The ability to keep the supply chain flowing during a disaster event is as critical to a manufacturing company as is making product. Unfortunately, Supply Chain Continuity is often much harder to address than “simple” disaster recovery or business continuity. There are simply no quick and painless ways to eliminate dependency on all links in the chain that might be impacted by the same event as you are. And there is no quick and painless way to ensure that your upstream and downstream link’s recovery capabilities address your needs for continuity.
Nevertheless, Supply Chain Continuity is critical to reducing risk… maybe more so than your own business continuity planning efforts considering the many more potential points of failure in the whole chain. The first step is to develop a high level “map” of upstream and downstream supply chain issues that will either complicate continuity efforts or minimize the likelihood and impact of breaks in the chain. For upstream entities, we will identify: logistics for receiving raw materials and products from suppliers, the primary sources and inventories of raw materials (and/or components), pertinent material lead times, the potential and practicality of alternative sourcing; the disaster recovery and business continuity resiliency of key suppliers; the likelihood suppliers will experience the same disaster (supplier isolation and resilience), and any significant logistical constraints. We will also identify how downstream elements (logistics and distribution channels at each production facility; finished goods inventories; warehousing capabilities, practices and constraints; distributor isolation and resilience) determine how long a process can be unavailable before customers are significantly impacted.
By defining each link’s importance to the chain as a whole, insight into the overall continuity requirement will emerge, which in turn will provide the framework for solutioning.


» THE PROBLEM
Wherever a line below holds the word "term", copy that line.

» Dataset rows about figures
━━━━━━━━━━━━━━━━━━━━

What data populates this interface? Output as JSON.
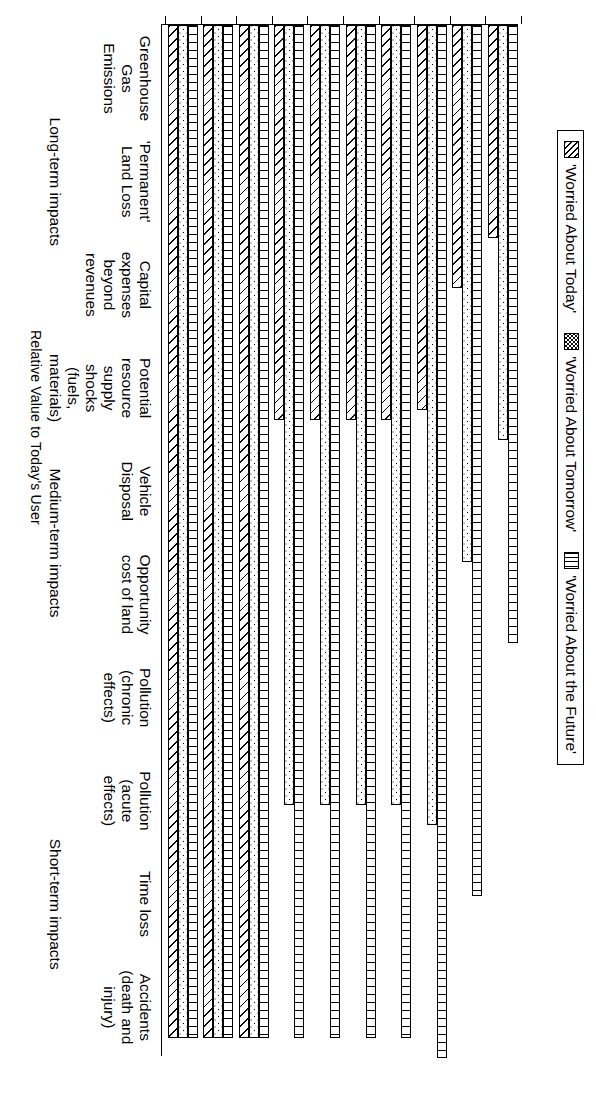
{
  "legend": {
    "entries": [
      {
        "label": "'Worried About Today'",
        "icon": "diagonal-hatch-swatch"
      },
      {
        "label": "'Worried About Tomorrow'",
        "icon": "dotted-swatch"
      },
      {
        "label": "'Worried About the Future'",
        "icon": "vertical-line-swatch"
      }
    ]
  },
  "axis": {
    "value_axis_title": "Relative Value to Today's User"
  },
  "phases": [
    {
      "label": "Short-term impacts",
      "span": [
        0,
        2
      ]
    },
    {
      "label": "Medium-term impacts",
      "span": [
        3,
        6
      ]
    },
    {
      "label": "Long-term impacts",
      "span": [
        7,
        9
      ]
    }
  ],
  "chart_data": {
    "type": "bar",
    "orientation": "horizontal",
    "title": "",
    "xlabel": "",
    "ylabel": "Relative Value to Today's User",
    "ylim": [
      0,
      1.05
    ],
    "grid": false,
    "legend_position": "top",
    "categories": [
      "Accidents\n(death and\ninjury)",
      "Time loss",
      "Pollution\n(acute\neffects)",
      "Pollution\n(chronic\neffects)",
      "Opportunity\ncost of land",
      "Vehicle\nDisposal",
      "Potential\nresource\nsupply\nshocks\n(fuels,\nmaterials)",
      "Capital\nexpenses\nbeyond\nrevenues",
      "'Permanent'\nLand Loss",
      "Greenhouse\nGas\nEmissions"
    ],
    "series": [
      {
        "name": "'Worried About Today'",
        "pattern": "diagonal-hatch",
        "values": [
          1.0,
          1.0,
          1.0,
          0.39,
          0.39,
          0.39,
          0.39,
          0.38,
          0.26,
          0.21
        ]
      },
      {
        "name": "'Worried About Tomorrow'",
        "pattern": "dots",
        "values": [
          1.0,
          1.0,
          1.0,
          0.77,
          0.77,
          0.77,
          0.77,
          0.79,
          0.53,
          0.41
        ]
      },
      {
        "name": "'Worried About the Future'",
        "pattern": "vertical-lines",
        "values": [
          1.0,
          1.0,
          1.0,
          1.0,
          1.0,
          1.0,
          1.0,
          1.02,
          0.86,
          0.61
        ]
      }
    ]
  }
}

━━━━━━━━━━━━━━━━━━━━

» RESULT
      "label": "Short-term impacts",
      "label": "Medium-term impacts",
      "label": "Long-term impacts",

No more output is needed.